With Bob Brown in early 2012 |
She criss-crossed the nation to write Lighting the Way: Reconciliation Stories. Johnson also wrote an extensive report for the Gundungurra native title claim, and another that led to part of the Blue Mountains being declared "The Gully", as an Aboriginal Place, the largest such area in NSW. Her biography of Darug nation elder, the late Aunty Joan Cooper, Through the Front Door helped in Aunty Joan being made an officer of the Order of Australia. With Zdenkowski, she wrote a book on the injustice of mandatory sentencing in the Northern Territory. She was also a book reviewer for The Sydney Morning Herald. She wrote about tenosynovitis and, for the Journal of Garden History, an article on geraniums, and became involved in the Azaria Chamberlain case.
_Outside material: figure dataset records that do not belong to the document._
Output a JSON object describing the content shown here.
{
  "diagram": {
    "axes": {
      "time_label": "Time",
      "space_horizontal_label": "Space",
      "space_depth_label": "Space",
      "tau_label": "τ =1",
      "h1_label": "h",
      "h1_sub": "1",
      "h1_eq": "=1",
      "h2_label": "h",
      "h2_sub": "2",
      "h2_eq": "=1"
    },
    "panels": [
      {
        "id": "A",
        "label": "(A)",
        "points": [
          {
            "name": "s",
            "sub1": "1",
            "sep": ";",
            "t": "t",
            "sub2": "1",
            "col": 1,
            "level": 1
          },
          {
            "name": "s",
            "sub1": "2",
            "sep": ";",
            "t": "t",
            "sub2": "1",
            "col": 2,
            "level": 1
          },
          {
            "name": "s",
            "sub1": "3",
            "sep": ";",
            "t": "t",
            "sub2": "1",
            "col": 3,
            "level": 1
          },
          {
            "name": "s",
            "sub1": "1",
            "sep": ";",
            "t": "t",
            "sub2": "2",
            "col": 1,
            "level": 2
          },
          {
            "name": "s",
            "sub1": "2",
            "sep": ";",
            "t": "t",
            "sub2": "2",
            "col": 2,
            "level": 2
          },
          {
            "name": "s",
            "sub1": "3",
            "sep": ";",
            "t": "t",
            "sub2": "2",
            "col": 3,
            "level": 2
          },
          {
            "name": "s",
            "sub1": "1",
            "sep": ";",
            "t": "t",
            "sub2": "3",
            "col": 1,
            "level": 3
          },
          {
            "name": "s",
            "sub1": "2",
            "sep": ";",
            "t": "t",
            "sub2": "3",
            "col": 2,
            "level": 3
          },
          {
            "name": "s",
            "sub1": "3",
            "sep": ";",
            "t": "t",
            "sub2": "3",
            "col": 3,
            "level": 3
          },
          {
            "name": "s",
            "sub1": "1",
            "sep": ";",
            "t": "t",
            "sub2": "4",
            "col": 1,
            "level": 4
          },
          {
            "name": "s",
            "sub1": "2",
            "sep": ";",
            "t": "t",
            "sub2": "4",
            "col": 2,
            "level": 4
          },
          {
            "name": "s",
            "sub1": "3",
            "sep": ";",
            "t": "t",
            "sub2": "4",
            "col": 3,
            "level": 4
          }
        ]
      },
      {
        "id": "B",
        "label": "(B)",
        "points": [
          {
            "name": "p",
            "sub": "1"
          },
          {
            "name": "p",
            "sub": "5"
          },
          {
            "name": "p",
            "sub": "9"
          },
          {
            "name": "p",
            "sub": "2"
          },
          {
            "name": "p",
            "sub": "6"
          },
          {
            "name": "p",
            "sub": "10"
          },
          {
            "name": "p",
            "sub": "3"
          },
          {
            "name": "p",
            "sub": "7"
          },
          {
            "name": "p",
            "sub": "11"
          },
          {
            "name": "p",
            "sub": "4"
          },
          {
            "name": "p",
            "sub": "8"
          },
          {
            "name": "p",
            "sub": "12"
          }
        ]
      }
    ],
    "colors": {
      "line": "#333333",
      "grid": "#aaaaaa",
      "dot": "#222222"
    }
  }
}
Johnson's landmark book, Sacred Waters: The Story of the Blue Mountains Gully Traditional Owners won the NSW Premier's History Prize in 2008. But she was not prepared to rest on accolades. Zdenkowski said: ''When she was writing a book on indigenous astronomies - inspired by her encounter with Halley's Comet - she decided to immerse herself in an astrophysics course at Sydney University and casually considered doing a post-doc on the subject until wiser counsel, being myself, prevailed. For her article on geraniums - and her determination to ensure once and for all that the confusion with pelargoniums must cease - she travelled widely. I think it is the only article that links, in a footnote, the bad press that geraniums have had over the years with the scene in the woodshed in D.H. Lawrence's Lady Chatterley's Lover.''
Dianne in Tasmania |
Johnson's penultimate book, Hut in the Wild, included for research purposes a trip to Dixon's Hut in the Walls of Jerusalem National Park in Tasmania. The book spoke powerfully and lyrically about her love of huts and the wilderness. In her last years, though suffering serious health problems, Johnson completed the study of Bruny d'Entrecasteaux, the book launched in Hobart by Bob Brown and by former minister Neal Blewett earlier this year. Dianne Johnson died of a heart attack on May 3. Her funeral was at Leura on May 9. She is survived by her husband, George Zdenkowski, son Sasha, daughter Sophie, son-in-law Fotis and sister Barbara. Her youngest sister, Helen, predeceased her.